I think violence can absolutely be psychological, emotional, and cultural. Representations can be mocking, dehumanizing, and humiliating (blackface vaudeville performances, for example). Representations can also work toward animating violence, which is why wars are typically accompanied by efforts to stereotype and dehumanize an enemy (consider this British WWI poster, as a common example). ("Slow" violence, btw, is not just psychological in this way. It can also refer to the harm caused by environmental pollution or poverty, for example.)

The semantics around the term violence are not so interesting to me; if people want to use another term there, that's fine.
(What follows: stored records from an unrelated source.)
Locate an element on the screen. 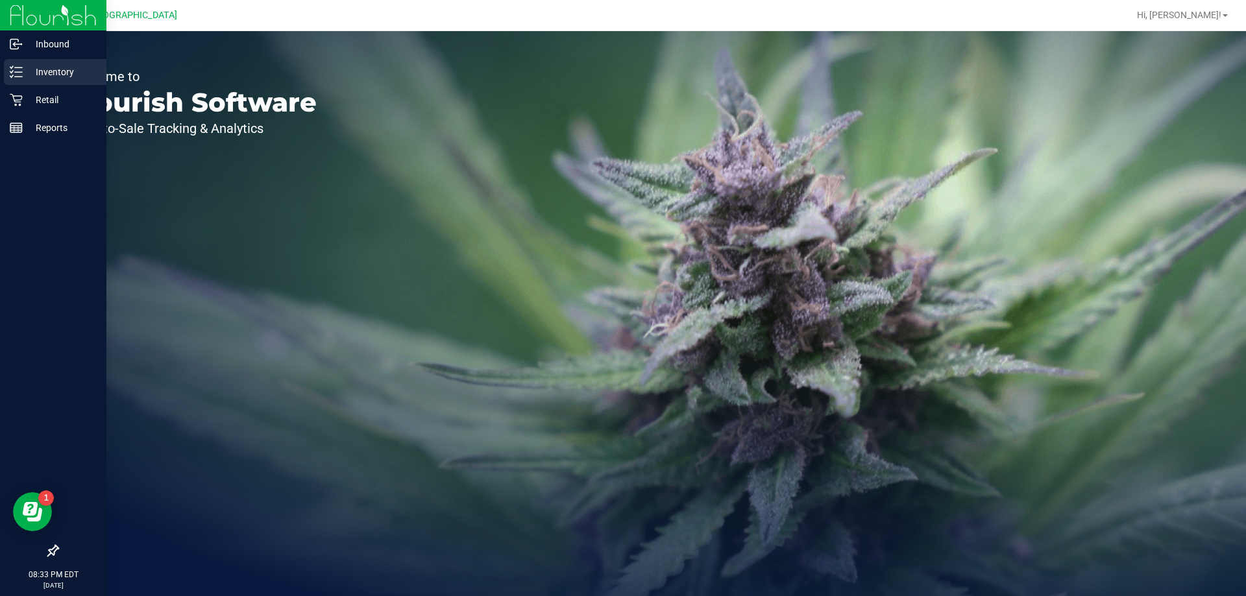 The width and height of the screenshot is (1246, 596). p: Seed-to-Sale Tracking & Analytics is located at coordinates (193, 128).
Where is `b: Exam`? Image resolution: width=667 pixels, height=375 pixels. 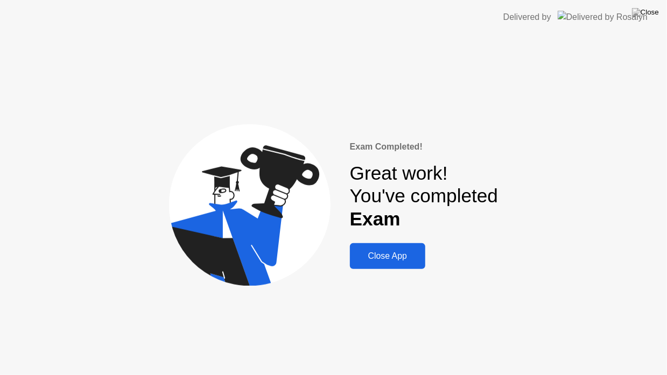 b: Exam is located at coordinates (375, 218).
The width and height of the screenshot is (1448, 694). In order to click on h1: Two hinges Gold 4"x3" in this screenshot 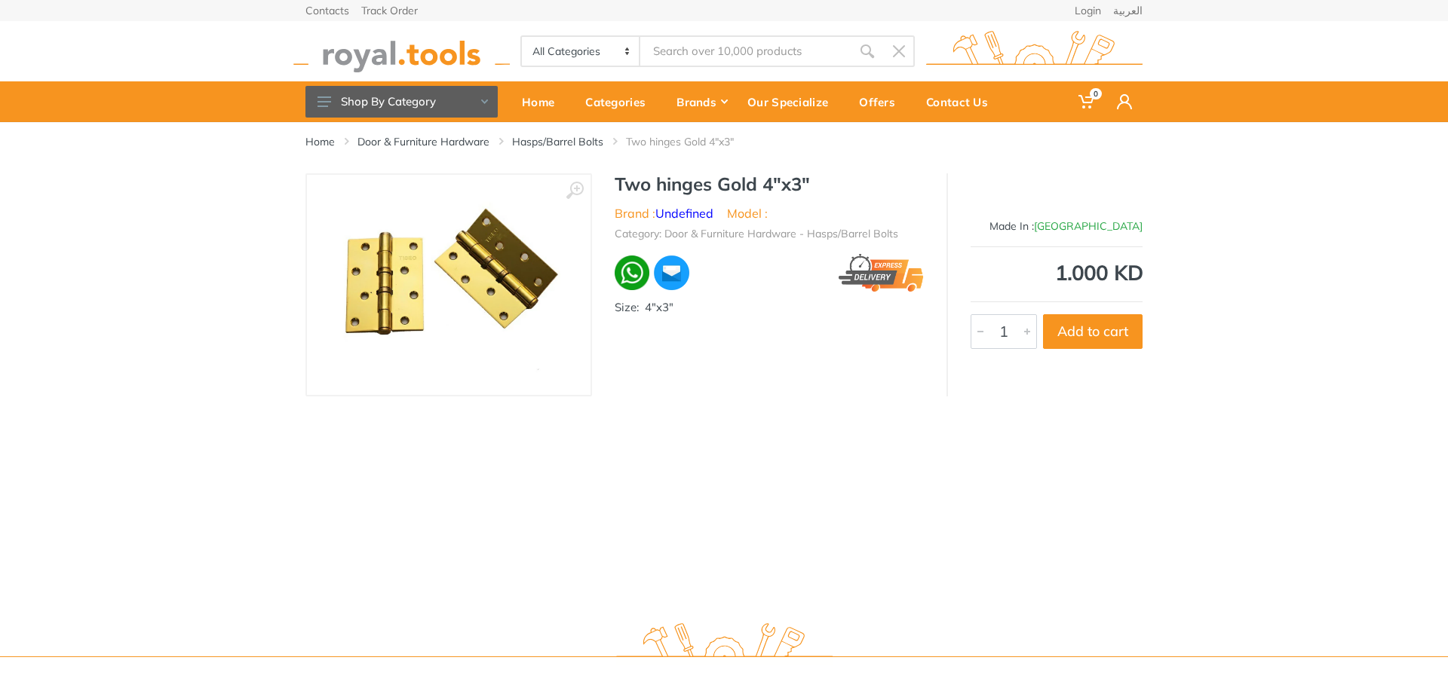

But there is a tendency to think of things that are physical as more measurable and more real, and to downplay things that are psychological and harder to categorize and measure. I think that's a mistake, and so somewhat the opposite of your concern that using the term "violence" lends certain phenomena an unnecessary sense of urgency or priority. For me it's more often the case that additive psychological/emotional effect of aggression that seems "micro" is often overlooked and downplayed, at great cost to the well being of particular individuals in the long term.
 

CleverNickName

Limit Break Dancing
If someone is being harmed, I would hope to help, as that is a statement that absolutely is emotionally charged. "X is causing me harm." is charged with emotional meaning.

I'm really not sure how this is debatable.
That's my fault for being vague; I'm using the word "charged" differently. Here you are using it to mean "having emotional meaning," but I was using it to mean "controversial."